Light Work has announced the exhibition “Penumbra,” a suite of three video installations by Demetrius Oliver, which reconnects viewers to their place in the universe by playing with earthly and human forms against a backdrop of the cosmos. In “Penumbra,” explorations of light and scale, movement and the rhythm of the natural world suggest journeys both physical and metaphysical.
“Mare” will be on exhibition Jan. 18-March 8 in the Light Work Gallery. In “Mare,” a circular image of a wave crashing against an unnamed shore, the image spins within itself and simultaneously orbits the gallery. As the image rotates, the lines of the wave begin to resemble the layered surface of a Jovian planet. Visitors to the gallery become part of the work as the projection reflects off their bodies. Joining the sea with both corporal and heavenly phenomena, the installation recreates the awe felt when looking at the night sky and the increasing smallness of human existence within the ever-expanding universe.
At the Everson Museum of Art Urban Video Project site, Oliver will install the work “Perigee,” which will run throughout February. It echoes the circular image of a wave that appears in “Mare.” A perigee occurs when one orbiting body, in this case the moon, is closest to earth, which makes tidal waves generally stronger. The movement of the video describes the rotation of both planets and the alternate rising and falling of the sea. Its projection on the site, framed perfectly against the stars, transports the viewer into the celestial continuum where earth and its inhabitants are affected by larger bodies in space.
The third component, “Penumbra,” which will be installed in the Menschel Photography Gallery in the Schine Student Center, is a three-channel video in which Oliver’s head acts as a stellar body fading away as another body emerges to conceal it. The three videos play simultaneously, allowing Oliver to stretch time, the body and space as the circle of his head becomes both a macrocosm of the universe and a microcosm of the body. “Penumbra” will run Jan. 18-March 3.

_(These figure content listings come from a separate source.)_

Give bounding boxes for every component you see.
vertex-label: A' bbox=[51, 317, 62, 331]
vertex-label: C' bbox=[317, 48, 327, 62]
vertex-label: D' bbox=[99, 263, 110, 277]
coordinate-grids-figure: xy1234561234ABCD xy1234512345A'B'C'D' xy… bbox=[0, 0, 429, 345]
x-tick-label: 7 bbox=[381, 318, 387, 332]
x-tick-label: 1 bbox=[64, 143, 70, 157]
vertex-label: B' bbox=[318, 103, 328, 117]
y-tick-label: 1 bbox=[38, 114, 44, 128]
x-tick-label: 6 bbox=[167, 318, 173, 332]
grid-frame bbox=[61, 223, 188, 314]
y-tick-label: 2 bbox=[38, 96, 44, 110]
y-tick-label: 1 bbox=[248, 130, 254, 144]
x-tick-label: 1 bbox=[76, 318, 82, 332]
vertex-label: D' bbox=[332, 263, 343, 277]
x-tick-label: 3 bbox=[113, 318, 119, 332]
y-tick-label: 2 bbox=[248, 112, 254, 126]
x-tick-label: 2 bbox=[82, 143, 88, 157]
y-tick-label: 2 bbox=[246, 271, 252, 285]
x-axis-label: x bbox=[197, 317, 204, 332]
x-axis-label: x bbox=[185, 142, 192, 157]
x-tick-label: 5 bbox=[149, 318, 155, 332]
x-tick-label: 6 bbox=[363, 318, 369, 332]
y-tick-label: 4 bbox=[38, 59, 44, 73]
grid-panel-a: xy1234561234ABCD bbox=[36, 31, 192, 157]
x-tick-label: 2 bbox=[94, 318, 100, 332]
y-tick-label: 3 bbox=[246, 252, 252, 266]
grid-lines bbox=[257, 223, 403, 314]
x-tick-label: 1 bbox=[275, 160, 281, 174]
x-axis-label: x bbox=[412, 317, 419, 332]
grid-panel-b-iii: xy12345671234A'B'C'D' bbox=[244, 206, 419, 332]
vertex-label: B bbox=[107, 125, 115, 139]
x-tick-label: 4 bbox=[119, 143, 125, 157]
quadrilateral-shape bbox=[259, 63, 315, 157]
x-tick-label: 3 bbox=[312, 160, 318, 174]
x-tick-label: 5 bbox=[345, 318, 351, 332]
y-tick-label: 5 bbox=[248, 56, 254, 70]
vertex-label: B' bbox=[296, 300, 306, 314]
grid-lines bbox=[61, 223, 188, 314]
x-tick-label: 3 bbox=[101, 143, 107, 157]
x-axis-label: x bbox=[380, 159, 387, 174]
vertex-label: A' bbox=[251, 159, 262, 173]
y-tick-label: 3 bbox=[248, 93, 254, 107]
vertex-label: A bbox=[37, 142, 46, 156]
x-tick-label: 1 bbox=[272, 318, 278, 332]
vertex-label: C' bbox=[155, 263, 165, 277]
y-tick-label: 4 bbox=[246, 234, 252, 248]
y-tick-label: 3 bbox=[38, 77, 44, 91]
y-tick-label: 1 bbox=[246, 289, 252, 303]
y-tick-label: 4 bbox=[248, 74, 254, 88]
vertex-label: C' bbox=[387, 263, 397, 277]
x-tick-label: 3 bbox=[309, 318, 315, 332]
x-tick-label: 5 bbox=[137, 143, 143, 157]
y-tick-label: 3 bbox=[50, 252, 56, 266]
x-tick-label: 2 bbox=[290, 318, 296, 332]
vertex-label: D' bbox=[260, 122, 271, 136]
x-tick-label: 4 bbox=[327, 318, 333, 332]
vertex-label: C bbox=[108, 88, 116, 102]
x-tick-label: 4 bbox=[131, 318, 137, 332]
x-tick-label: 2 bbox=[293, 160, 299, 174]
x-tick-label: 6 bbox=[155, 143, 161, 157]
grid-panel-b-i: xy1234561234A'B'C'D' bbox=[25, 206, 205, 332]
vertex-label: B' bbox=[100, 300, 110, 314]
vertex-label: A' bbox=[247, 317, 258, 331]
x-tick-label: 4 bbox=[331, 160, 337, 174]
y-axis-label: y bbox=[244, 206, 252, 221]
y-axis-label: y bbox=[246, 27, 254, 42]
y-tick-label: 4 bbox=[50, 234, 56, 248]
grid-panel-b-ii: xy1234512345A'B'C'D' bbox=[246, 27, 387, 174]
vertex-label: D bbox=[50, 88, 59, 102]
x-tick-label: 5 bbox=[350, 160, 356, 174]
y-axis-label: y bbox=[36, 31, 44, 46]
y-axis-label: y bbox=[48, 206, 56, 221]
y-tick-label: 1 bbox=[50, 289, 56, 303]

Oliver lives and works in New York City. He received his B.F.A. from the Rhode Island School of Design, and his M.F.A. from the University of Pennsylvania, and attended the Skowhegan School of Painting and Sculpture in Maine. He has participated in artist residencies at the Core Program, Museum of Fine Arts in Houston and The Studio Museum in Harlem. Oliver was a Light Work Artist-in-Residence in 2009. His work has been exhibited widely, with recent solo exhibitions at Virginia Commonwealth University in Richmond, Va.; Rhodes College in Memphis, Tenn.; D’Amelio Terras, N.Y.; the Atlanta Contemporary Art Center in Atlanta; and The Contemporary Arts Museum in Houston. Most recently, his work Jupiter was installed on the Highline Gallery in New York City.